Snow!
While people were deciding my band awards at the apartment tonight, I was sent outside for a few minutes. "You could go upstairs, you know," they told me, but I opted for the snow. After shuffling around for a bit and watching the way the light powder fluttered to the ground, I decided to make a picture in the snow. I walked in a big circle, then leaped inside it to make a smile. It wasn't long before Jesse came out to retrieve me. "Just a minute," I called, jumping twice more to make the eyes, then another time to get out of the circle. I wondered how long the smiley face would last before people walked through it or more snow came to cover it.
Walking across Whitnall back to our suite later on, Sara and I saw an unusual-looking set of tracks up ahead. "Is that writing?" I asked. As we got closer it became clear that it was, cursive writing enclosed in a large oval. We walked alongside it, reading each letter as we went along. "I love Elizabeth," it read.
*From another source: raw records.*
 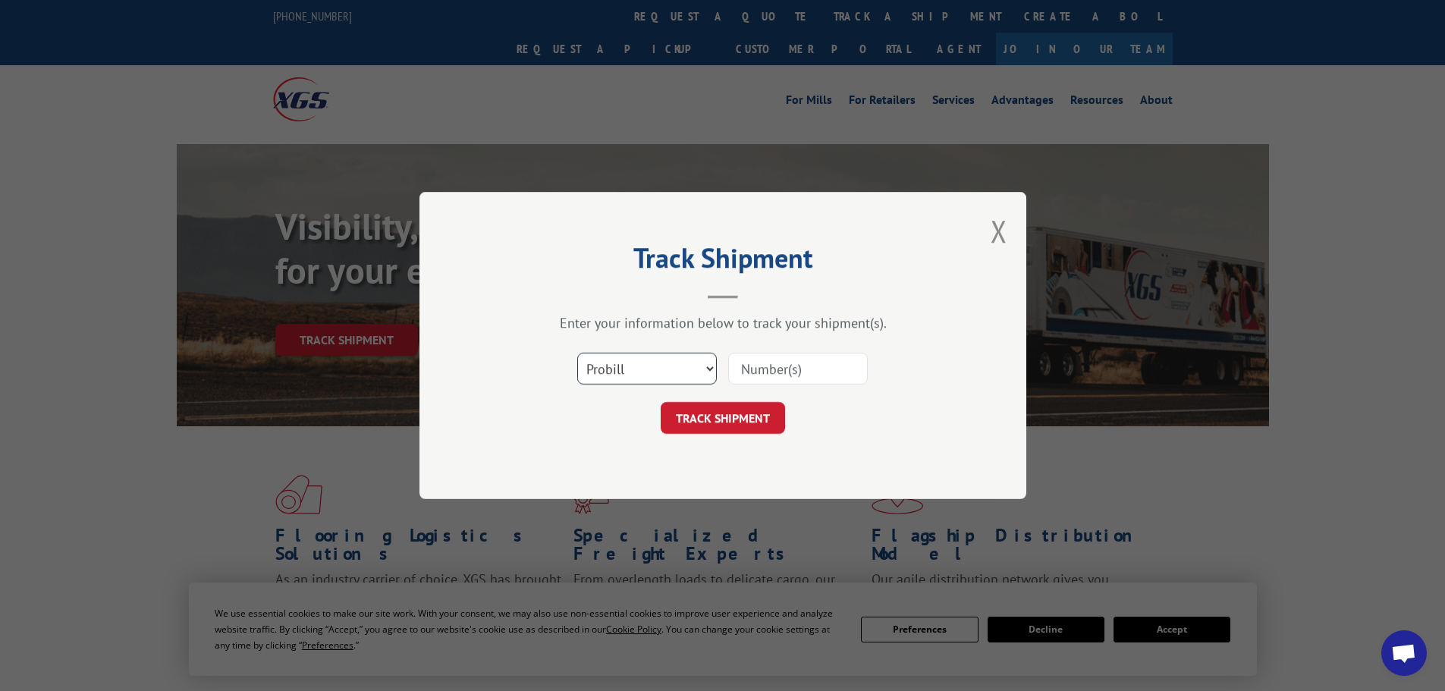 What do you see at coordinates (999, 231) in the screenshot?
I see `button: Close modal` at bounding box center [999, 231].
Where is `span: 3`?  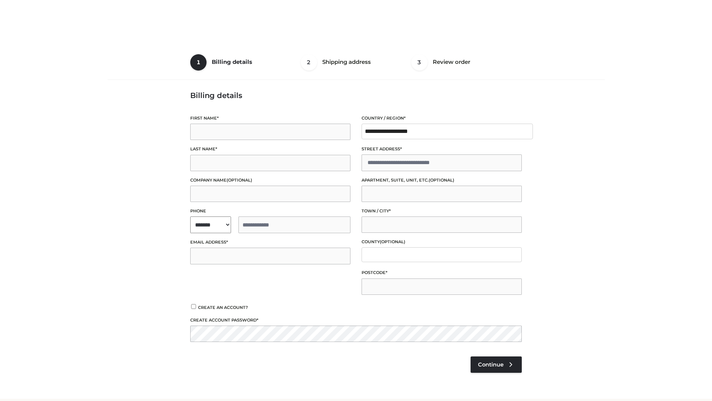 span: 3 is located at coordinates (420, 62).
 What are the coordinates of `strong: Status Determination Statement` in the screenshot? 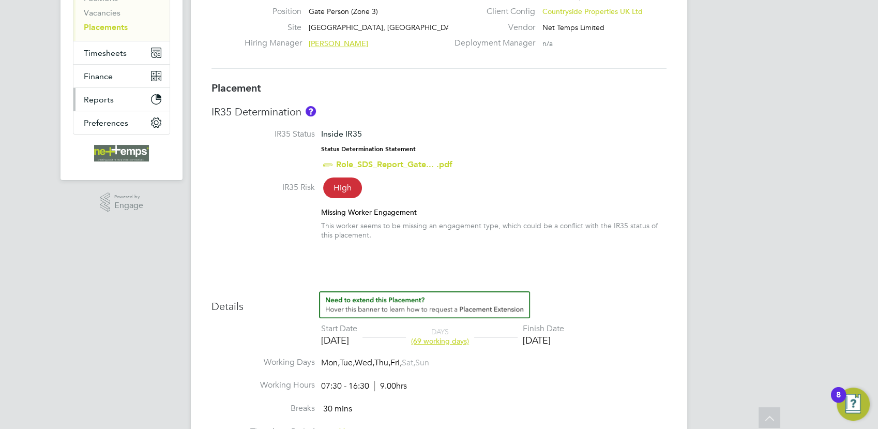 It's located at (368, 149).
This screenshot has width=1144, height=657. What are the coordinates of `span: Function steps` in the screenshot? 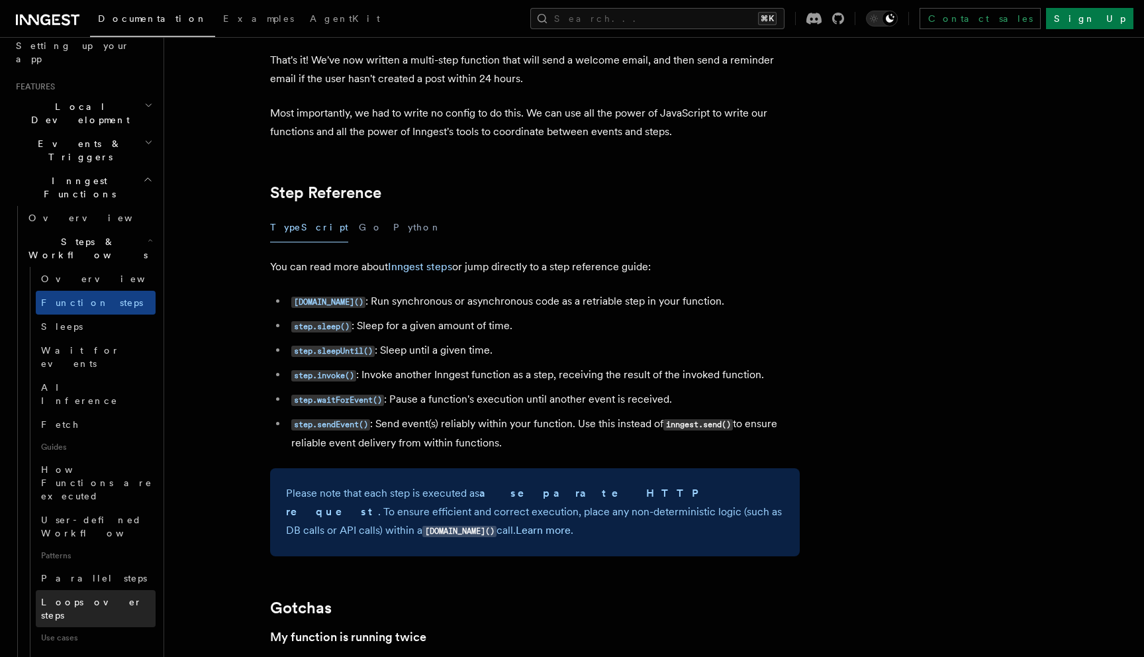 It's located at (92, 303).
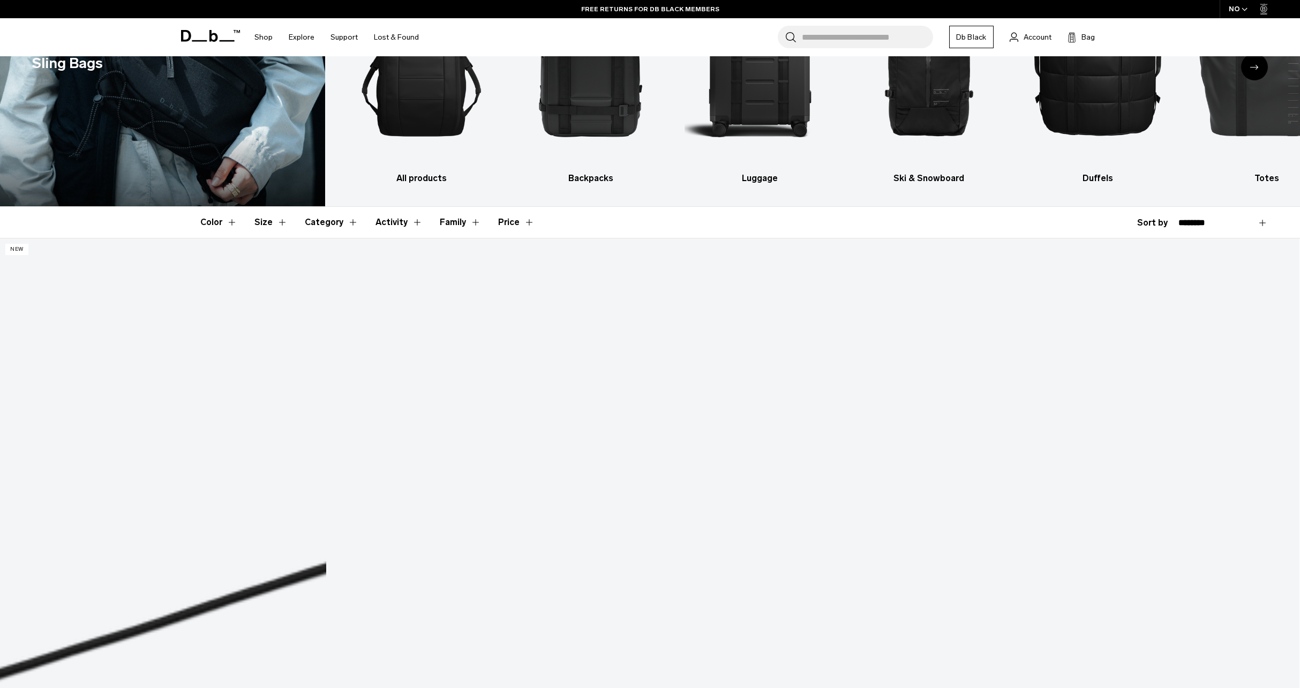 This screenshot has height=688, width=1300. Describe the element at coordinates (17, 249) in the screenshot. I see `p: New` at that location.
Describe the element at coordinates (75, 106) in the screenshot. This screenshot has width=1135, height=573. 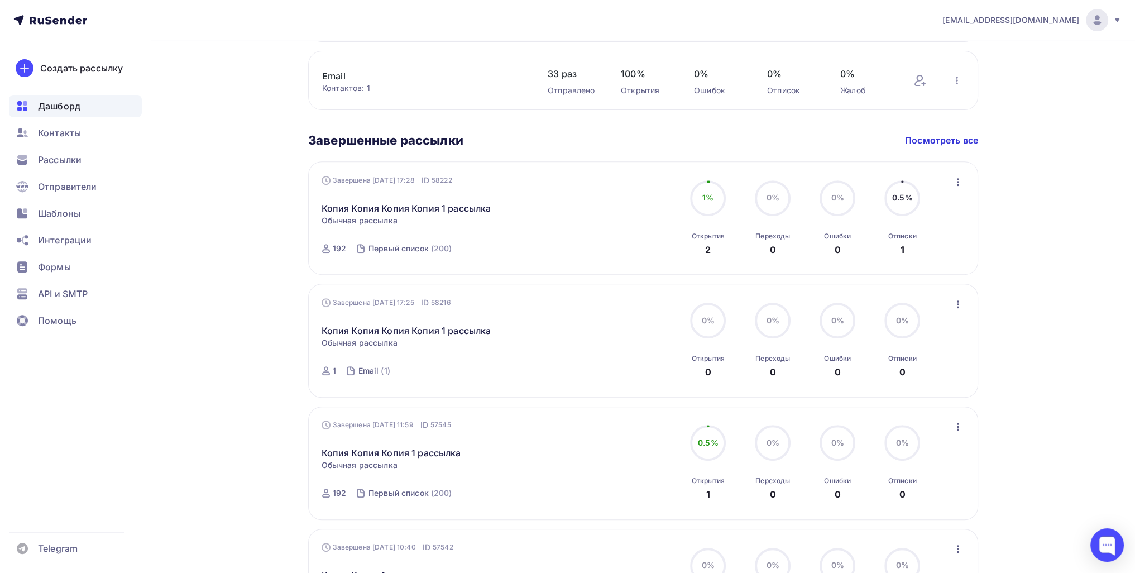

And much as I hate sappy displays, I couldn't help but think there was something special about the sentiment spelled out in the snow.
As I came down from the radio station tonight, a light snow was falling, the sparkly kind that I usually think of as useless, no good for packing or building with at all. On the stairs I had the urge to brush the snow off the railings with my bare hands, but the flakes glinted in the light and I looked more closely. Each flake stood out from the others and I could see the little individual patterns on each one. No two are exactly alike echoed in my head. Like people. I left the flakes alone then, and just gazed at them as I walked down the stairs.
They coated the ground, too, and somehow managed to glitter even in the mud where the road had been sanded. It dazzled my eyes, and suddenly the ground seemed to be moving, and I couldn't tell quite how far away it was. It was like the gigantic thunderstorm earlier in the semester, when I went outside to dance around in the rain and found myself soaked to the skin in thirty seconds flat. I decided that I had better run down to my room to get dry clothes before class, so with the rain still falling I raced down the hill, following the water in its course. There was so much water, and it moved so quickly, that at times I was convinced that the ground itself was moving and had to stand still to regain my balance. The rainwater needed to flow downhill to get that effect, but the snow, all it had to do was be there.